The butler came back, rolling a struggling little man in a rickety chair in front of him. Fulton Bricksetter was wrapped in a pale yellow shirt and a white cravat, pinned together carefully with a pearl stick pin that appeared to be holding his head on. A dusty, blue smoking jacket covered him to keep him warm and his frail hands rested on the blanket that covered his legs from view. He had nothing but a wisp of hair on his head and a mustache so pale it blended in with his complexion. The butler wheeled him across from me, and the old man sniffed sharply.

“You are Stone?” he croaked in a voice that must have been powerful at its best, and still had a bit of juice left over.

“I'm flesh and blood, sir.” I quipped.

He tilted his head at the joke. No one had a sense of humor around these parts. “My daughter Lola has been missing for quite some time, Stone. She is all I have after her mother died. Just her and this old house, which I despise.” He wheeled on the butler. “Blodgkins, get this man a drink and quit standing around.”

“Ginger ale,” I added, and he vanished in a black-and-white streak before the master asked him for something else.

“I do admire a man who enjoys a good ginger ale. My doctor has forbidden me from indulging, so you'll beg my pardon if I take the drink through you.” Bricksetter sniffed again, a nervous habit of his. “A week ago, Lola and I had a heated argument over a gambling debt of hers. She frequents an after-hours place run by Louie Box. You know him, I trust.”

“By reputation only. He and I don't run in the same circles.”

The front door opened and I turned around to see who it was. To my surprise, it was the girl in the picture, the woman I had taken for Lola Bricksetter. She was tall and lean and could make her living as a javelin if she could take all the throwing around. Her eyes took one look at me and said You'll do as she breezed in and took over the room. The old man didn't even look at her.

“She is wild and hard and everything a girl of her age should not be.

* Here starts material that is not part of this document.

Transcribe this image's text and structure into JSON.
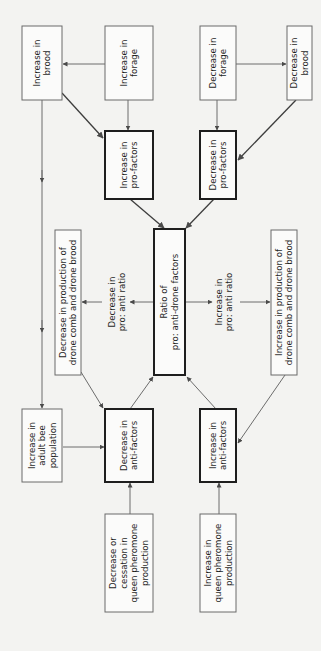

I will make no excuses. Anything she has learned how to be she has learned from her father.” The girl floated past and watched me as she pursed her lips and kissed the old man on the lower side of his jaw as he talked. “There is no good in her as there is no good in me. An old man's regret. Perhaps it is too late for her and I will go on paying these weekly debts for the rest of the life I still have left, but I...” He touched his cheek with his bony hand. “Oh, hello, dear. Stone, this is my daughter, Lola.”

I stood with a head full of bubbles and shook her hand lightly. “Pleased to meet you,” I said to her, and she winked at me. To the old man I said: “You have another daughter, I take it?”

“No, just the one. Why?”

“You hired me to find her. And here she is.”

The eyes of Fulton Bricksetter bounced between his daughter and me and back again. He considered this very carefully. “So she is. Blodgkins!” he called. “Pay this man, would you?”

The business apparently done, the daughter pushed her father down the hall in his wheelchair. Halfway down she turned and looked at me with a wild, wicked grin. “Call me,” she whispered.

In a few seconds, the butler returned with a ginger ale in one hand and a couple of saw bucks in the other. I emptied the glass in one short motion and crumpled the bills in a wad and shoved them in my pocket. “So much for that,” I shrugged.

“My name isn't Blogkins, by the way,” the butler replied, as he showed me to the door.